Modular Open Systems Approach (MOSA) has been DoD policy for over a decade. Congress recently required it be the default approach in statute, with waivers to adopt a different model. Yet DoD’s track record on MOSA is bleak. This is due in part to the power of the prime contractors to dictate terms like closed, proprietary solutions.
After decades of DoD policies driving defense prime consolidation where 51 primes merged into 5, there are often only 2-3 primes left to compete in each sector. While there are many mid-size companies and up-and-comers eager to win some major awards, the primes enjoy a competitive advantage and protection from competition.
DoD needs to enable a more modular approach to enable a broader industrial base. This includes tech startups to insert key capabilities, particularly software intensive and AI solutions. DoD needs to work with the prime contractors to pivot the business model. Instead of focusing profits on production and sustainment (where bad designs drive higher support revenue), enable rapid upgrades and Software-as-a-Service (SaaS) models. This will accelerate operational performance for our warfighters to maintain or regain a competitive advantage against near-peer adversaries.

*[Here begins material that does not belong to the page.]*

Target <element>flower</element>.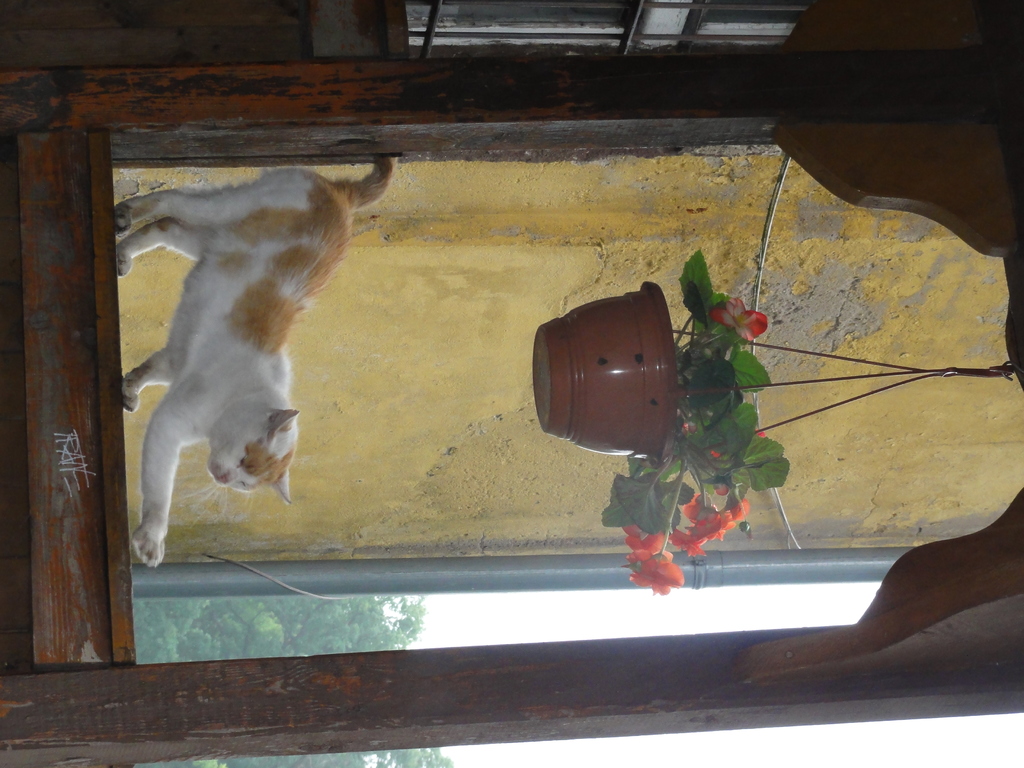
Target region: 621, 524, 671, 561.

Furthermore, DoD needs to avoid the winner-take-all contracting strategies that will define a defense sector for the next decade. There must be robust competition and a regular cadence of future contracts to control costs and fuel innovation. DoD can also enable modularity by transitioning from monolithic MDAPs to capability portfolios that leverage common platforms, components, and services.
DoD should explore more programs that are below the MDAP levels that can achieve a comparable mission outcome. Programs that value low cost, high quantities, and short lifespans instead of trying to design and sustain MDAPs for 30-50 year lifespans. Programs with shorter lifespans enable competing and iterative solutions to emerge every few years.
As Christian Brose wrote in The Kill Chain:
It requires a sweeping redesign of the American military: from a military built around small numbers of large, expensive, exquisite, heavily manned, and hard - to - replace platforms to a military built around large numbers of smaller, lower - cost, expendable, and highly autonomous machines. Put simply, it should be a military defined less by the strength and quantities of its platforms than by the efficacy, speed, flexibility, adaptability, and overall dynamism of its kill chains.
If DoD were able to pivot more towards mission outcomes as challenges and services, industry can leverage their own R&D and design novel solutions to achieve them. From disrupting space launch to commercial satellite imagery to counter-UAS-as-a-Service, there are recent success stories that can disrupt a broader operational and acquisition model. The Secretary of the Navy pondered at a public event recently a CONOCO — contractor-owned, contractor-operated model with commercial autonomous ships. DoD needs to break from the monolithic MDAP models.
For all those involved in DoD’s major systems, from the program offices, industry, or oversight in the Pentagon and Congress, I strongly recommend Flyvbjerg’s new bestseller: How Big Things Get Done
Interesting piece! I would be interested to see how these companies treat/handle the nearly 50% of projects that aren’t on time or budget. I wonder how flexible their funding is and ability to adjust to schedule slips. I wonder if they have a GAO-like organization breathing down their next demanding reporting of why they failed. I wonder if they are even considered failures at all. I think there is a necessary shift in how government acquisition is measured and how we build In flexibility to manage these inevitable risks. Hopefully the PPBE commission can make some progress on the budgeting side, but ultimately it’s a cultural change to accept these likely outcomes, plan for them from the start, and stop calling them failures.